Ben Akabueze, the director-general of the Budget Office of the Federation, made this disclosure in Abuja on Tuesday, January 12, 2021, during the budget 2021 budget breakdown.
According to Akabueze: “There is a global alliance to support economically weak nations with vaccines, our understanding of the current plan is that we will be getting vaccines donations to cover up to 20 percent of our population but then the global standards say that to achieve herd immunity you have to vaccine at least 70 percent of the population and so there is a 50 percent of the population that we may be required to pay for their own vaccination.”
Already, there is an “inter-ministerial committee looking at this matters and the assurance is that government will do whatever is needful to keep the citizens and economy safe even if it means coming back with a supplementary budget”.
The National Assembly reviewed the 2021 budget upward by N500 billion to accommodate the purchase and distribution of vaccines against coronavirus.
Zainab Ahmed, the minister of finance, prayed that the situation should not arise to warrant another lockdown.

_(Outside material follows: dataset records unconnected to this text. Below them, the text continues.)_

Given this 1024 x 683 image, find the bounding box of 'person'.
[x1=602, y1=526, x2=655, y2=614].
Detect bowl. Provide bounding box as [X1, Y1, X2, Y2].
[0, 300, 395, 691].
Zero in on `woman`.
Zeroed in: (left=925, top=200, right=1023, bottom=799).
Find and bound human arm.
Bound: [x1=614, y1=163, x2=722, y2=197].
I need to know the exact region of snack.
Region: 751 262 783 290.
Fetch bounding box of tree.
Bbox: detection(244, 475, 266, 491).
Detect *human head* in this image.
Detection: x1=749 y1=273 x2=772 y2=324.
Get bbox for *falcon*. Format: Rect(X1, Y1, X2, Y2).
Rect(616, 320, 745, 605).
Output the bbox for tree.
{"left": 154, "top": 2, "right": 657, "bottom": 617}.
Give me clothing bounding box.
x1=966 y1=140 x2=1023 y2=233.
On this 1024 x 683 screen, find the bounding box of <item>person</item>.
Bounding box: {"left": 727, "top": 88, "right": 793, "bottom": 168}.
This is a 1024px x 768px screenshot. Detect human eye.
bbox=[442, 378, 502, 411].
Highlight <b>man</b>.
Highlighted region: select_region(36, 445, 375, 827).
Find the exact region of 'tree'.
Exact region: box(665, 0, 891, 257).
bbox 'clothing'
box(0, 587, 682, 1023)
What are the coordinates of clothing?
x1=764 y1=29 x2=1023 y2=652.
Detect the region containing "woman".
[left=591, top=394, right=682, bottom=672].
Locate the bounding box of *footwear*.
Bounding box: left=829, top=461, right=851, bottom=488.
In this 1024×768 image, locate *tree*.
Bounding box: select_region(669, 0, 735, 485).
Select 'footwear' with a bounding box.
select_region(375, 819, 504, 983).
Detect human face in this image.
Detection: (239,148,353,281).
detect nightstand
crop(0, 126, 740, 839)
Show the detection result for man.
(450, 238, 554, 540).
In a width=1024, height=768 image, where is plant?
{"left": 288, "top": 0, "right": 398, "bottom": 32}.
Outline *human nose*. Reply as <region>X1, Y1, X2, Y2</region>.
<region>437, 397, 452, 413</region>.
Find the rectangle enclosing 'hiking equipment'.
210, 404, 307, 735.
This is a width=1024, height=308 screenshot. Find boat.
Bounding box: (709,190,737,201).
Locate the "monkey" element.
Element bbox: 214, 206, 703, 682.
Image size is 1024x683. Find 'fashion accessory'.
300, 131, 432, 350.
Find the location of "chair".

According to her: “We hope we never have to lock down the economy as we did before because the impact is very high on the economy but then if the health challenge becomes so large, and the government has no option then that step might be taken.
“Right now what we are doing as a government, is to reinforce the measures that need to be taken by the government, by companies, by individuals to mitigate the impact from the COVID to reduce the expansion and also obviates the health challenges.
“Currently the vaccines are now out and they are available and Nigeria is in the process of deciding and beginning to acquire its own vaccine so we do hope that a lockdown the type we’ve seen in 2020 will not happen.”